Don't Bail Out Newspapers—Let Them Die and Get Out of the Way

Daniel Lyons

Nobody in their right mind believes the future of the news business involves paper and ink rather than pixels on a screen. We all know where the news business is headed, and what's more, we've known it for at least a decade. So why on earth are people talking about a bailout for newspapers? Why is President Obama saying he'd consider it? Why is Congress holding hearings and considering "The Newspaper Revitalization Act" in a bid to save these ailing old rags with tax breaks and other handouts? It's like introducing legislation to save horse-drawn carriages, or steam engines, or black-and-white TV. It's stupid. It's pointless. It won't work.

The fact is, all this hysteria has nothing to do with saving the news, or saving jobs. Nor is it about saving democracy, which is what the red-in-the-face newspaper lovers always get themselves huffed about, as if newspapers and democracy were inextricably linked. Democracy existed long before newspapers did, and it will survive without them. And plenty of countries that don't have democracy do have newspapers. Nor would a bailout help readers. In fact, it would only slow down our shift to the Internet, which is a far better medium for delivering information.

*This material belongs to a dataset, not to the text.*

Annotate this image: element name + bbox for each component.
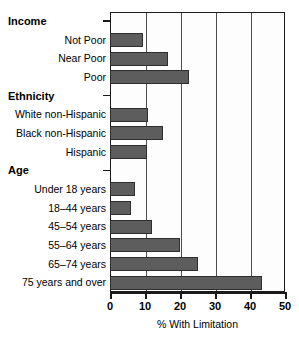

The only beneficiaries of a bailout would be a handful of big newspaper companies that used to be profitable and powerful and now, well, aren't. Those companies saw the Internet charging toward them like a freight train, and they just stood there on the tracks. They didn't adapt. Why? Because for decades these companies enjoyed virtual monopolies, and as often happens to monopolists, they got lazy. They invested their resources in protecting their monopolies, using bully tactics to keep new competitors from entering their markets. They dished up an inferior product and failed to believe that anything or anyone could ever take their little gold mines away from them.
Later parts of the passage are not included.